The main outpatient waiting areas at Morriston Hospital have changed almost beyond recognition as the fight against COVID-19 continues.
Just a few months ago they would have been filled with people waiting for their appointments, to have blood taken, to be seen in the fracture clinic or treated in the plaster room.
Morriston Hospital Director Deb Lewis (right) with emergency care and hospital operations service group manager Alison Gallagher in the main outpatient waiting area
Now there are dozens of beds, and space for even more where the most critically unwell patients can be cared for if there is a surge in admissions.
Hopefully that day will never come. But the capacity is there if needed.
Morriston Hospital has already undergone significant changes since the outbreak began back in March. These include the development of a Respiratory Assessment Unit and the Children’s Emergency Unit.
The Emergency Department has been divided into two distinct zones, one for patients with confirmed or suspected COVID, the other without.
Now a critical care area has been unveiled in the large, open-plan waiting area in the outpatients department.
Work meanwhile continues on a self-contained second area in the second waiting area located alongside the retail outlets, while the phlebotomy department has moved upstairs.
Hospital Director Deb Lewis explained: “At the start of the pandemic crisis we were asked to increase our critical care capacity to the maximum we could do here.
“The only way we could do that was to explore open spaces we could convert because we’re very constrained onsite for space.
“We looked at the large waiting area and thought that could be converted.
“We drew up plans with capital planning colleagues and the architects, and there are now 31 beds in the main open space of the waiting area.
“Behind that we’ve repurposed the old fracture clinic and plaster room to potentially create space for a further 12 critical care beds.
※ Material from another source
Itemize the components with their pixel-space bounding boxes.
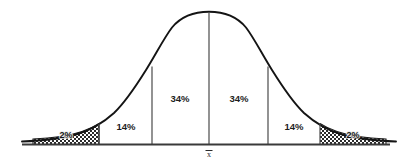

“All the medical gases and clinical infrastructure needed to move into that area are now in place.”
The main waiting area and (inset) how it looked before the pandemic
Meanwhile the area at the front of the retail areas and extending back to the children’s play area has been boarded off. Work is ongoing to create another 24 critical care spaces within this self-contained facility.
Mrs Lewis said: “We hope we won’t need to go into that space. So we have drawn up plans as to how we can use it differently until we do need to go in there from a critical care perspective.
“The fracture clinic and the plaster room were temporarily moved to Neath Port Talbot Hospital.
“The demand was significantly lower than we would have normally experienced because a lot of people were staying at home more, so that’s worked well.
“Now people are out and about more than they were, demand has started to increase, so the service needs to move back here.”
That’s why, for now at least, no beds will be put into this second area, which will house the fracture clinic and waiting room, with the plaster clinic external to that as it will require different ventilation.
All that should be in place around mid-June. However there will be no temporary alternative use of the main waiting area until it’s confirmed the increased critical care capacity is not needed.
Emergency care and hospital operations service group manager Alison Gallagher praised contractors TRJ, describing them as incredible.
“They have worked weekends, extended days, into the early hours of the morning. They have been here 24-7.
“When we saw the opportunity in the old fracture clinic and extended it from 31 to 43 beds they responded to that and the whole project took a maximum of three weeks.
“It’s not just the bedded areas, there’s a whole infrastructure and they’ve worked extremely hard delivering it for us.”
Mrs Lewis said that, should there be a second wave of admissions, the health board was incredibly well prepared.
The new area created alongside the retail units
This was not only in terms of critical care but also the ability to move patients to other locations, such as the field hospitals, if they did not need to be in an acute hospital but could not yet return home.
“Success would mean we do not need these facilities, but if we had needed them and we hadn’t had them that would have been catastrophic.
“If we need to use them, they’re there and they’re available. If we don’t, that’s good news.”
Mrs Gallagher added: “It’s assurance for our operating system. We have the critical care expansion on the Morriston site, but also the wider capacity expansion in the field hospitals – so it’s a system-wide preparedness response.”